(Material supplied)

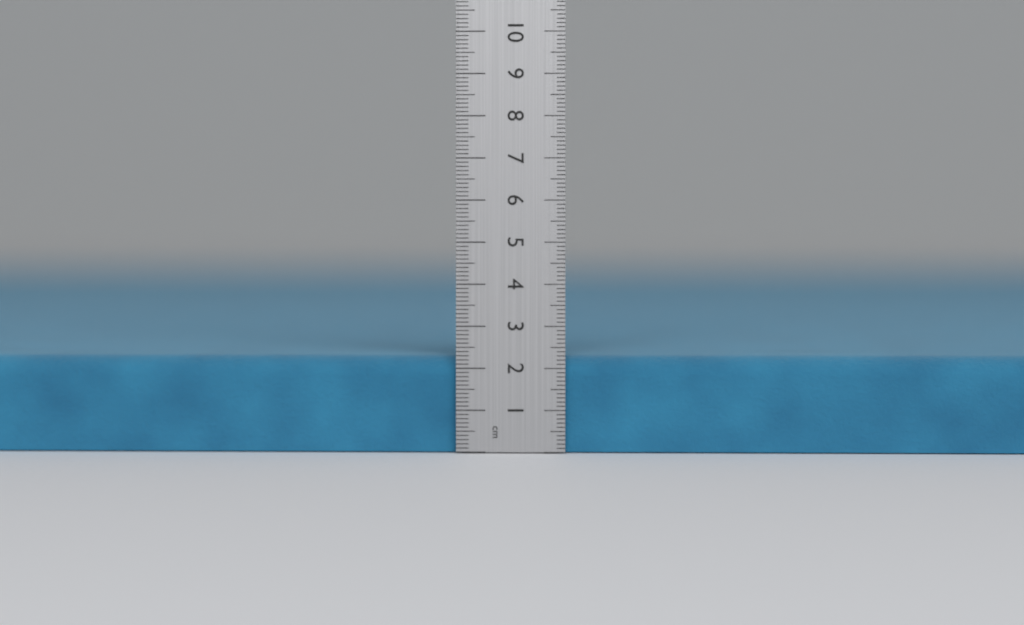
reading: 2.3 cm
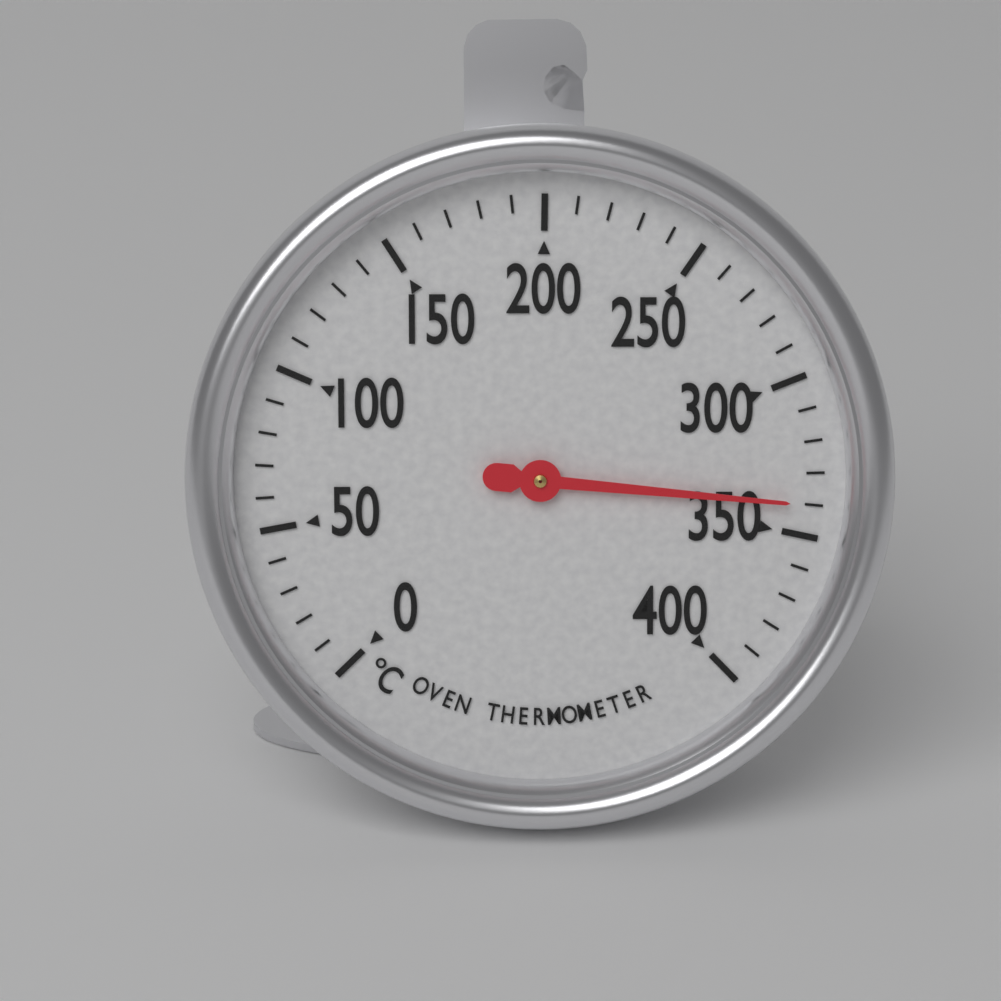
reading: 340 °C
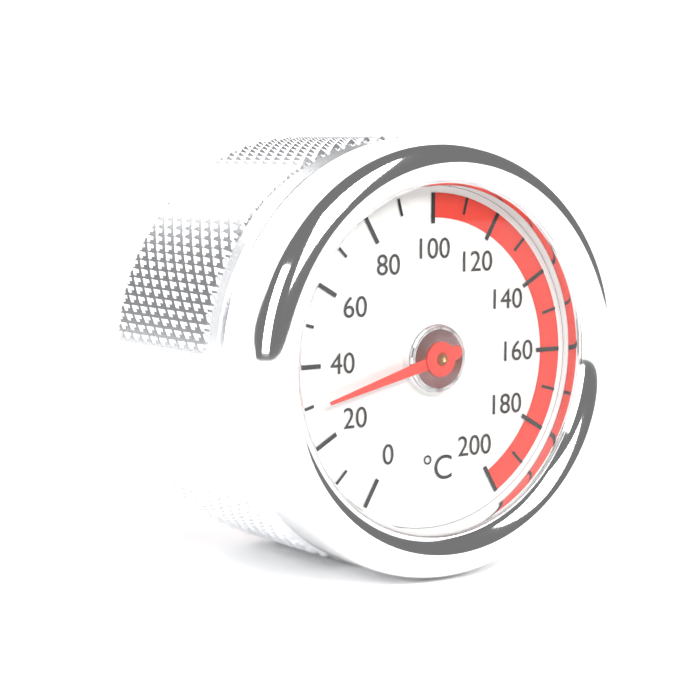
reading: 30 °C
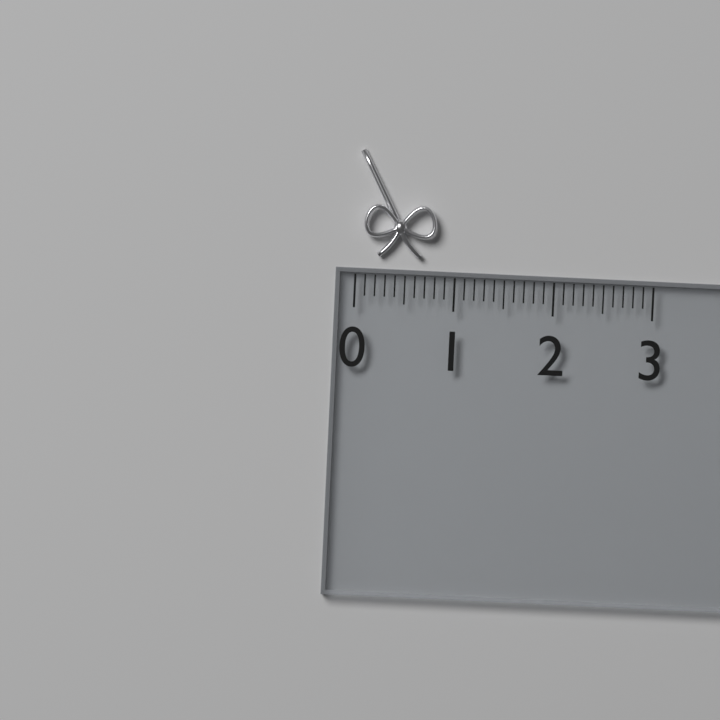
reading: 0.8 (no unit)
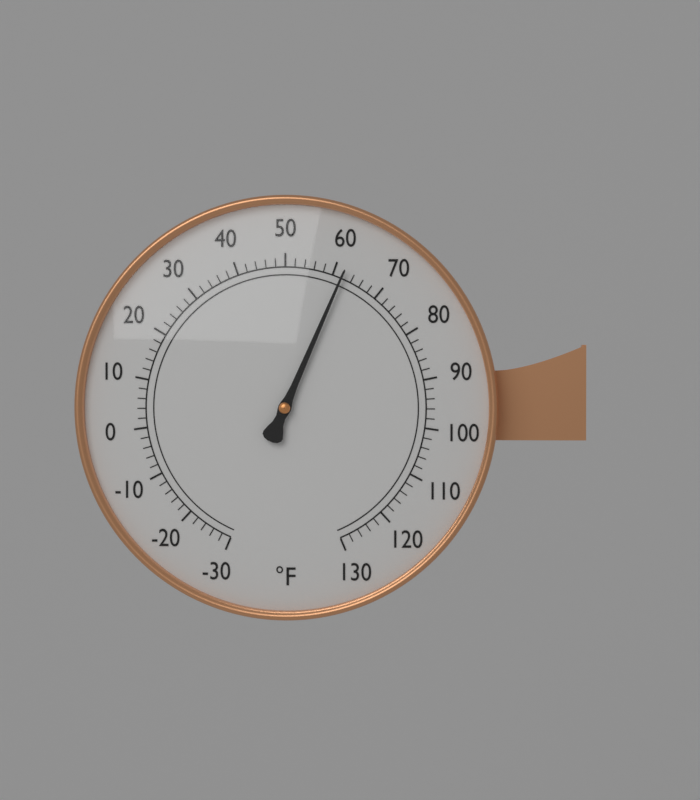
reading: 62 °F
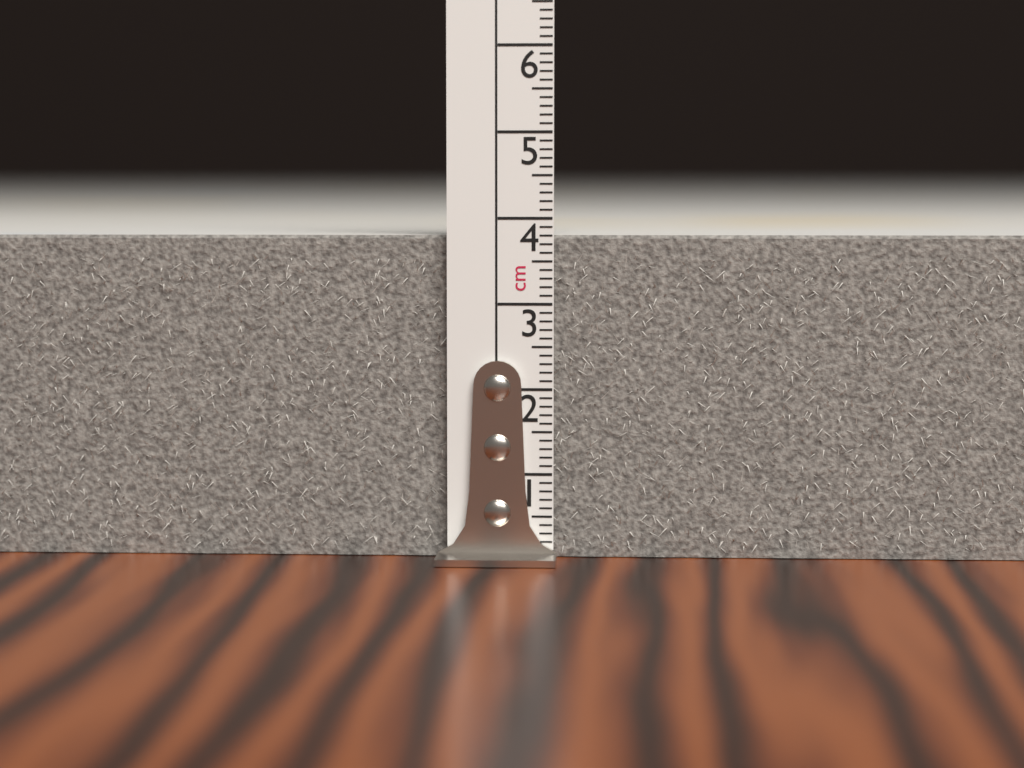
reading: 3.8 cm
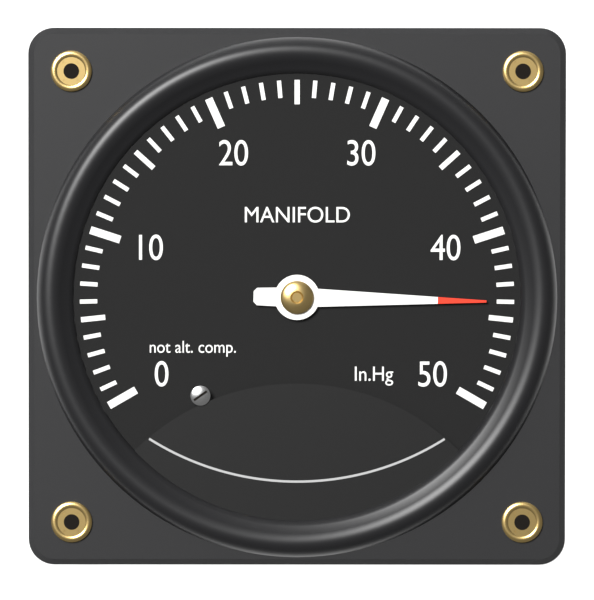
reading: 44 inHg
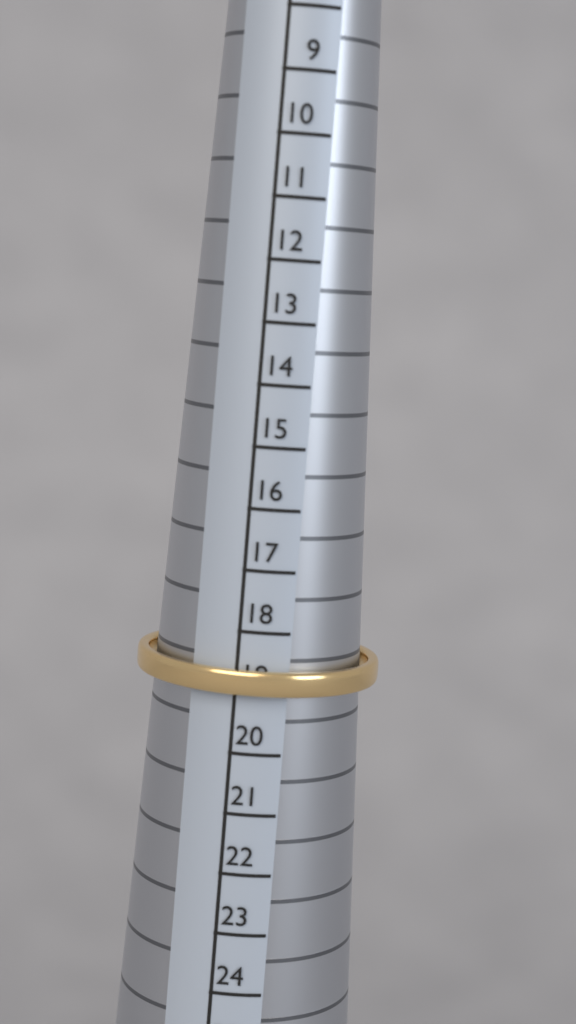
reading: 19 (no unit)
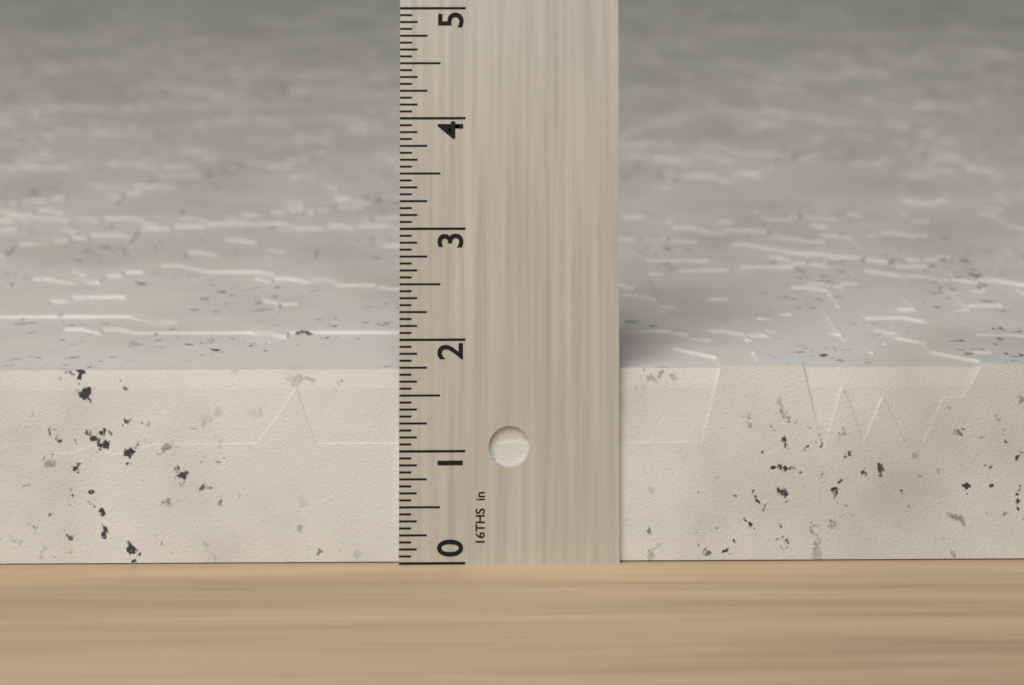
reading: 1.7500 in
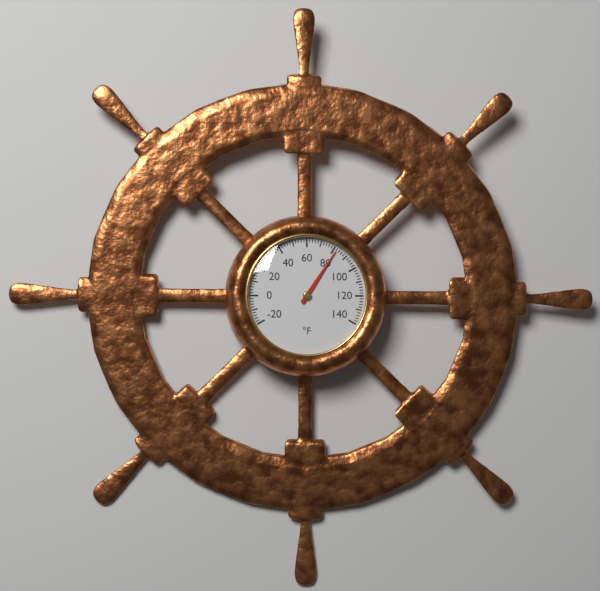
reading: 82 °F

(End Material supplied)

Without reproducing any picture, repeat exactly the lines from the one containing "reading: 62 °F" through the last line of the material above, both ends included.

_Task solution_
reading: 62 °F
reading: 3.8 cm
reading: 44 inHg
reading: 19 (no unit)
reading: 1.7500 in
reading: 82 °F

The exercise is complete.